Moving to the early Medieval period, James Palmer (St Andrews) showed that the synchronisation of the liturgical calendar, as the dispute about the date of Easter clearly exemplifies, seems to have played a key role in the Carolingian world (740-900 CE). François de Blois (UCL) spoke on ‘the ancient calendar at Mecca and the origin of the Islamic calendar’. He submitted the sources concerning the Arab calendar before Islam to a critical analysis and proposed a new hypothesis concerning the time and circumstances of the introduction of the Islamic calendar and the era of the Hijra. Nadia Vidro’s (UCL) talk explored medieval Jewish attitudes towards the unanimity of religious practice and the role of calendar in uniting the Jewish community or splitting it into factions, one desecrating the holy day of another. The diversity of these papers which, nonetheless, dealt with similar themes, along with the presence of distinguished experts in the various disciplines involved, generated several stimulating discussions and made this workshop particularly fruitful.

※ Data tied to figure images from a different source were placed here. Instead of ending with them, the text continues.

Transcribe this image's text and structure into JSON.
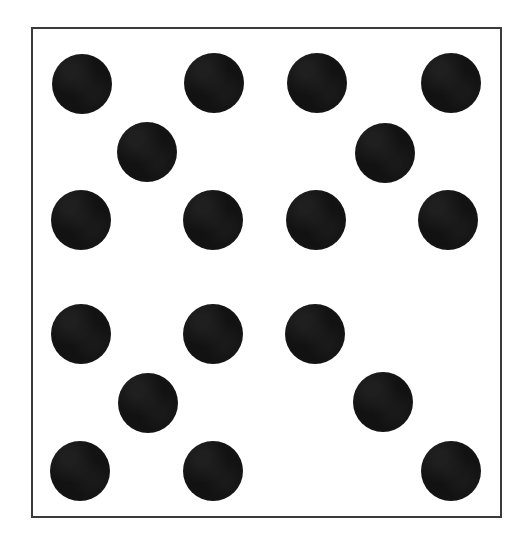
{
  "figure": {
    "title": "Scattered Dot Pattern",
    "canvas": {
      "width": 523,
      "height": 556,
      "background": "#ffffff"
    },
    "frame": {
      "name": "rectangular-border",
      "x": 31,
      "y": 27,
      "width": 471,
      "height": 491,
      "stroke_color": "#3a3a3a",
      "stroke_width": 2,
      "fill_color": "#ffffff"
    },
    "dot_style": {
      "fill_color": "#121212",
      "shape": "circle",
      "default_radius": 30
    }
  },
  "chart_data": {
    "type": "scatter",
    "title": "Scattered Dot Pattern",
    "xlabel": "",
    "ylabel": "",
    "grid": false,
    "legend": null,
    "xlim": [
      31,
      502
    ],
    "ylim": [
      27,
      518
    ],
    "marker": "filled-circle",
    "marker_color": "#121212",
    "count": 19,
    "rows": [
      {
        "row": 1,
        "y": 84,
        "count": 4
      },
      {
        "row": 2,
        "y": 152,
        "count": 2
      },
      {
        "row": 3,
        "y": 220,
        "count": 4
      },
      {
        "row": 4,
        "y": 334,
        "count": 3
      },
      {
        "row": 5,
        "y": 403,
        "count": 2
      },
      {
        "row": 6,
        "y": 471,
        "count": 3
      }
    ],
    "points": [
      {
        "id": "dot-1",
        "row": 1,
        "col": 1,
        "cx": 82,
        "cy": 84,
        "r": 30
      },
      {
        "id": "dot-2",
        "row": 1,
        "col": 2,
        "cx": 214,
        "cy": 83,
        "r": 30
      },
      {
        "id": "dot-3",
        "row": 1,
        "col": 3,
        "cx": 317,
        "cy": 83,
        "r": 30
      },
      {
        "id": "dot-4",
        "row": 1,
        "col": 4,
        "cx": 451,
        "cy": 83,
        "r": 30
      },
      {
        "id": "dot-5",
        "row": 2,
        "col": 1,
        "cx": 147,
        "cy": 152,
        "r": 30
      },
      {
        "id": "dot-6",
        "row": 2,
        "col": 2,
        "cx": 385,
        "cy": 153,
        "r": 30
      },
      {
        "id": "dot-7",
        "row": 3,
        "col": 1,
        "cx": 81,
        "cy": 220,
        "r": 30
      },
      {
        "id": "dot-8",
        "row": 3,
        "col": 2,
        "cx": 213,
        "cy": 220,
        "r": 30
      },
      {
        "id": "dot-9",
        "row": 3,
        "col": 3,
        "cx": 316,
        "cy": 220,
        "r": 30
      },
      {
        "id": "dot-10",
        "row": 3,
        "col": 4,
        "cx": 448,
        "cy": 220,
        "r": 30
      },
      {
        "id": "dot-11",
        "row": 4,
        "col": 1,
        "cx": 81,
        "cy": 334,
        "r": 30
      },
      {
        "id": "dot-12",
        "row": 4,
        "col": 2,
        "cx": 213,
        "cy": 334,
        "r": 30
      },
      {
        "id": "dot-13",
        "row": 4,
        "col": 3,
        "cx": 315,
        "cy": 334,
        "r": 30
      },
      {
        "id": "dot-14",
        "row": 5,
        "col": 1,
        "cx": 148,
        "cy": 403,
        "r": 30
      },
      {
        "id": "dot-15",
        "row": 5,
        "col": 2,
        "cx": 383,
        "cy": 402,
        "r": 30
      },
      {
        "id": "dot-16",
        "row": 6,
        "col": 1,
        "cx": 80,
        "cy": 471,
        "r": 30
      },
      {
        "id": "dot-17",
        "row": 6,
        "col": 2,
        "cx": 213,
        "cy": 471,
        "r": 30
      },
      {
        "id": "dot-18",
        "row": 6,
        "col": 3,
        "cx": 451,
        "cy": 471,
        "r": 30
      }
    ]
  }
}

Images, diagrams, and tables in Antiquity and the Middle Ages

By uclhvid, on 27 November 2014

On 12th and 13th November 2014 the ERC Calendars project team ran our 3rd workshop ‘Images, diagrams, and tables in Antiquity and the Middle Ages’ (for our previous workshops see here).Workshop 2

The main idea of this workshop was to look at the use of visual devices in medieval and ancient primary sources. The programme covered a wide range of subjects, from astronomical tables in Greek papyri (Alexander Jones, New York, NYU) to the role of images as structural markers in medieval Hebrew manuscripts (Malachi Beit-Arié, Jerusalem, HUJ).

Workshop

In the core area of calendars talks explored the presence, absence and layout of calendar tables in sources from different cultural areas (Sacha Stern, Nadia Vidro, UCL), the interaction between visual elements and the main prose text (Israel Sandman, Ilana Wartenberg, François de Blois, UCL), and the use of diagrams as mnemonic props for calendar reckoning (Philipp Nothaft, Warburg Institute). The programme was enhanced by presentations on diagrams in music and magic (Alexandre Cerveux, Paris-Sorbonne & EPHE and Sophie Page, UCL), on the depiction of time and space in early medieval maps (Alessandro Scafi, Warburg Institute) and on micrography (Rahel Fronda, UCL). Our discussions have greatly benefitted from illuminating comments of experts on manuscripts: Malachi Beit-Arié (Jerusalem, HUJ) and Judith Olszowy-Schlanger (Paris-Sorbonne & EPHE).Workshop 3

One of the themes that recurred throughout the workshop were factors behind the layout of astronomical and calendrical information. Was it determined by the purpose and the cultural context of ancient and medieval calendars? By local scribal traditions? By the material culture, such as costs and book formats? Or, perhaps, by the nature of reading, since tables are only practical for visual reading but not for reading out? Another point highlighted in many presentations was that tables and diagrams are the most vulnerable part of a text, and scribes felt free to improve, replace or leave them out completely even when copying famous established treatises. Such improvements are useful indicators of a scribe’s level of (mis-)understanding of the text that he was copying.

Francois de Blois & Malachi Beit-Arie

The flexible format of our workshops allows ample time for discussion, during sessions and over coffee and sandwiches at break times. This time as ever it was the buzz of conversations between international experts in a variety of disciplines that made the workshop particularly enriching.

Our next workshop on ‘Calendar and religion’ is planned for 18 February 2015. Details are soon to follow here.